Alexander McCall Smith. The Department of Sensitive Crimes. New York: Pantheon, 2019. Print.
Alexander McCall Smith, the author of the No. 1 Ladies’ Detective Agency books among others and one of our favorite light writers, has apparently started a new series. Detective Ulf Varg leads a special unit of the Malmö, Sweden, police department called The Department of Sensitive Crimes. They investigate reported incidents that may or may not be caused by a criminal act, but with a potential for being more than a mere crank call.
A man at a trade show is stabbed in the back of the knee. It does not seem like an accident, but, let’s face it, that is an unusual place to be stabbed with a knife, especially when the victim is standing up at the time.
A young woman feels left out because her girlfriends all have boyfriends. In fact, her closest friend has two and manages to keep them both. So she makes up an imaginary boyfriend and actually gets a guy she meets in a coffee shop to pose for a selfie with her.
It gets a little more complicated as her friends keep wanting to meet this guy. Finally, she says that he is a meteorologist and has to do some work at a weather station above the Arctic Circle. Meanwhile her two-timing friend finds a bloody cloth in the girl’s car trunk and whose relative has been stationed in the same weather station and has never heard of the guy. So she reports that she suspects foul play to the police.
The death of an imaginary friend? There is more than meets the eye. Call in The Department of Sensitive Crimes.
Then the police commissioner himself asks Ulf, Anna, and Blomquist—the three Sensitive Crime police—to check out a resort run by the commissioner’s cousin. It seems there have been some unusual happenings going on around the inn. Customers are leaving after just a night or two and complaining the place is haunted. Could this be foul play by a competitor or something else?
The lighthearted and good-natured characters like those in the No. 1 Ladies’ Detective Agency stories are nearly duplicated here. Ulf Varg is a lot like Precious Ramotswe and the compulsive and boring Blomquist echoes Grace Makutsi. But here there are interesting and curious reflections on things Scandinavian. At one point we are told, for example, that Homer translates well into Swedish. He sounds like a Norse saga.
Ulf reflects on automobiles in a way reminiscent of J.L.B. Maketoni. Anna and Ulf seem to have a connection not unlike Mma Ramotswe and Bra Maketoni in the early Ladies’ Detective Agency novels, but Anna is married, and Swedes are stoics. If Grace Makutsi sometimes drones on about secretarial college, Blomquist has a single-minded obsession with fishing.
If this is the start of new series by Mr. Smith, it does have some promise. Some parts cause laughter, some parts are simply silly, and some are suspenseful fun. The detective agency formula he has developed still works here.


▸ **Prompt**
With the pictures excluded, reproduce all of the data exactly.

++++ Exercise materials ++++

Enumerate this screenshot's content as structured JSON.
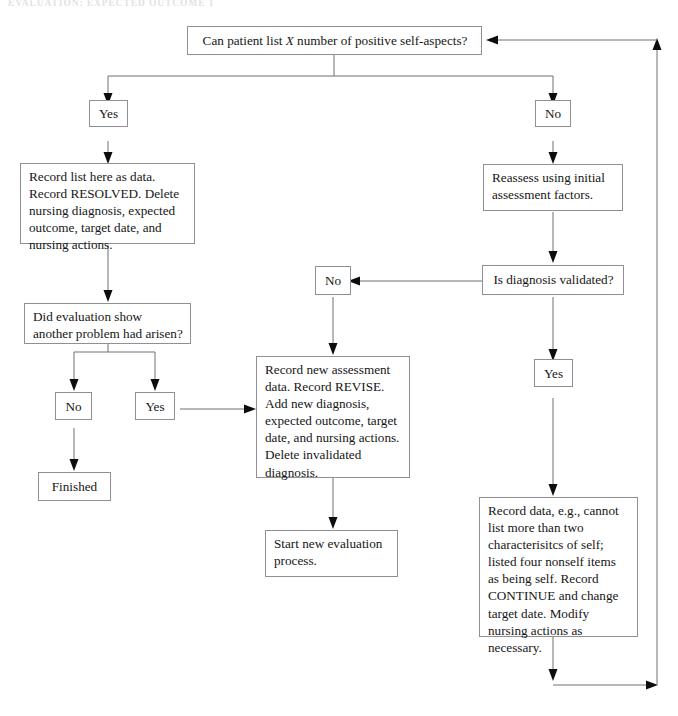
{
  "page": {
    "running_head": "EVALUATION: EXPECTED OUTCOME 1",
    "width": 678,
    "height": 716,
    "background": "#ffffff",
    "line_color": "#707076",
    "border_color": "#8f8f95",
    "text_color": "#161616"
  },
  "nodes": {
    "question_top": {
      "id": "can-patient-list",
      "text_before_italic": "Can patient list ",
      "italic": "X",
      "text_after_italic": " number of positive self-aspects?",
      "full_text": "Can patient list X number of positive self-aspects?"
    },
    "branch_yes_left": {
      "id": "yes-left",
      "label": "Yes"
    },
    "branch_no_right": {
      "id": "no-right",
      "label": "No"
    },
    "record_resolved": {
      "id": "record-resolved",
      "label": "Record list here as data. Record RESOLVED. Delete nursing diagnosis, expected outcome, target date, and nursing actions."
    },
    "reassess": {
      "id": "reassess-initial",
      "label": "Reassess using initial assessment factors."
    },
    "did_evaluation": {
      "id": "did-evaluation-show",
      "label": "Did evaluation show another problem had arisen?"
    },
    "is_validated": {
      "id": "is-diagnosis-validated",
      "label": "Is diagnosis validated?"
    },
    "validated_no": {
      "id": "validated-no",
      "label": "No"
    },
    "validated_yes": {
      "id": "validated-yes",
      "label": "Yes"
    },
    "eval_no": {
      "id": "evaluation-no",
      "label": "No"
    },
    "eval_yes": {
      "id": "evaluation-yes",
      "label": "Yes"
    },
    "finished": {
      "id": "finished",
      "label": "Finished"
    },
    "record_revise": {
      "id": "record-revise",
      "label": "Record new assessment data. Record REVISE. Add new diagnosis, expected outcome, target date, and nursing actions. Delete invalidated diagnosis."
    },
    "start_new": {
      "id": "start-new-evaluation",
      "label": "Start new evaluation process."
    },
    "record_continue": {
      "id": "record-continue",
      "label": "Record data, e.g., cannot list more than two characterisitcs of self; listed four nonself items as being self.  Record CONTINUE and change target date. Modify nursing actions as necessary."
    }
  },
  "connectors": [
    {
      "id": "top-split-to-yes",
      "from": "question_top",
      "to": "branch_yes_left"
    },
    {
      "id": "top-split-to-no",
      "from": "question_top",
      "to": "branch_no_right"
    },
    {
      "id": "yes-to-record-resolved",
      "from": "branch_yes_left",
      "to": "record_resolved"
    },
    {
      "id": "record-resolved-to-did-evaluation",
      "from": "record_resolved",
      "to": "did_evaluation"
    },
    {
      "id": "did-evaluation-to-no",
      "from": "did_evaluation",
      "to": "eval_no"
    },
    {
      "id": "did-evaluation-to-yes",
      "from": "did_evaluation",
      "to": "eval_yes"
    },
    {
      "id": "eval-no-to-finished",
      "from": "eval_no",
      "to": "finished"
    },
    {
      "id": "eval-yes-to-record-revise",
      "from": "eval_yes",
      "to": "record_revise"
    },
    {
      "id": "no-to-reassess",
      "from": "branch_no_right",
      "to": "reassess"
    },
    {
      "id": "reassess-to-is-validated",
      "from": "reassess",
      "to": "is_validated"
    },
    {
      "id": "is-validated-to-no",
      "from": "is_validated",
      "to": "validated_no"
    },
    {
      "id": "is-validated-to-yes",
      "from": "is_validated",
      "to": "validated_yes"
    },
    {
      "id": "validated-no-to-record-revise",
      "from": "validated_no",
      "to": "record_revise"
    },
    {
      "id": "validated-yes-to-record-continue",
      "from": "validated_yes",
      "to": "record_continue"
    },
    {
      "id": "record-revise-to-start-new",
      "from": "record_revise",
      "to": "start_new"
    },
    {
      "id": "record-continue-loop-back",
      "from": "record_continue",
      "to": "question_top"
    }
  ]
}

++++

▸ **Solution to the problem**
Enumerate this screenshot's content as structured JSON.
{
  "page": {
    "running_head": "EVALUATION: EXPECTED OUTCOME 1",
    "width": 678,
    "height": 716,
    "background": "#ffffff",
    "line_color": "#707076",
    "border_color": "#8f8f95",
    "text_color": "#161616"
  },
  "nodes": {
    "question_top": {
      "id": "can-patient-list",
      "text_before_italic": "Can patient list ",
      "italic": "X",
      "text_after_italic": " number of positive self-aspects?",
      "full_text": "Can patient list X number of positive self-aspects?"
    },
    "branch_yes_left": {
      "id": "yes-left",
      "label": "Yes"
    },
    "branch_no_right": {
      "id": "no-right",
      "label": "No"
    },
    "record_resolved": {
      "id": "record-resolved",
      "label": "Record list here as data. Record RESOLVED. Delete nursing diagnosis, expected outcome, target date, and nursing actions."
    },
    "reassess": {
      "id": "reassess-initial",
      "label": "Reassess using initial assessment factors."
    },
    "did_evaluation": {
      "id": "did-evaluation-show",
      "label": "Did evaluation show another problem had arisen?"
    },
    "is_validated": {
      "id": "is-diagnosis-validated",
      "label": "Is diagnosis validated?"
    },
    "validated_no": {
      "id": "validated-no",
      "label": "No"
    },
    "validated_yes": {
      "id": "validated-yes",
      "label": "Yes"
    },
    "eval_no": {
      "id": "evaluation-no",
      "label": "No"
    },
    "eval_yes": {
      "id": "evaluation-yes",
      "label": "Yes"
    },
    "finished": {
      "id": "finished",
      "label": "Finished"
    },
    "record_revise": {
      "id": "record-revise",
      "label": "Record new assessment data. Record REVISE. Add new diagnosis, expected outcome, target date, and nursing actions. Delete invalidated diagnosis."
    },
    "start_new": {
      "id": "start-new-evaluation",
      "label": "Start new evaluation process."
    },
    "record_continue": {
      "id": "record-continue",
      "label": "Record data, e.g., cannot list more than two characterisitcs of self; listed four nonself items as being self.  Record CONTINUE and change target date. Modify nursing actions as necessary."
    }
  },
  "connectors": [
    {
      "id": "top-split-to-yes",
      "from": "question_top",
      "to": "branch_yes_left"
    },
    {
      "id": "top-split-to-no",
      "from": "question_top",
      "to": "branch_no_right"
    },
    {
      "id": "yes-to-record-resolved",
      "from": "branch_yes_left",
      "to": "record_resolved"
    },
    {
      "id": "record-resolved-to-did-evaluation",
      "from": "record_resolved",
      "to": "did_evaluation"
    },
    {
      "id": "did-evaluation-to-no",
      "from": "did_evaluation",
      "to": "eval_no"
    },
    {
      "id": "did-evaluation-to-yes",
      "from": "did_evaluation",
      "to": "eval_yes"
    },
    {
      "id": "eval-no-to-finished",
      "from": "eval_no",
      "to": "finished"
    },
    {
      "id": "eval-yes-to-record-revise",
      "from": "eval_yes",
      "to": "record_revise"
    },
    {
      "id": "no-to-reassess",
      "from": "branch_no_right",
      "to": "reassess"
    },
    {
      "id": "reassess-to-is-validated",
      "from": "reassess",
      "to": "is_validated"
    },
    {
      "id": "is-validated-to-no",
      "from": "is_validated",
      "to": "validated_no"
    },
    {
      "id": "is-validated-to-yes",
      "from": "is_validated",
      "to": "validated_yes"
    },
    {
      "id": "validated-no-to-record-revise",
      "from": "validated_no",
      "to": "record_revise"
    },
    {
      "id": "validated-yes-to-record-continue",
      "from": "validated_yes",
      "to": "record_continue"
    },
    {
      "id": "record-revise-to-start-new",
      "from": "record_revise",
      "to": "start_new"
    },
    {
      "id": "record-continue-loop-back",
      "from": "record_continue",
      "to": "question_top"
    }
  ]
}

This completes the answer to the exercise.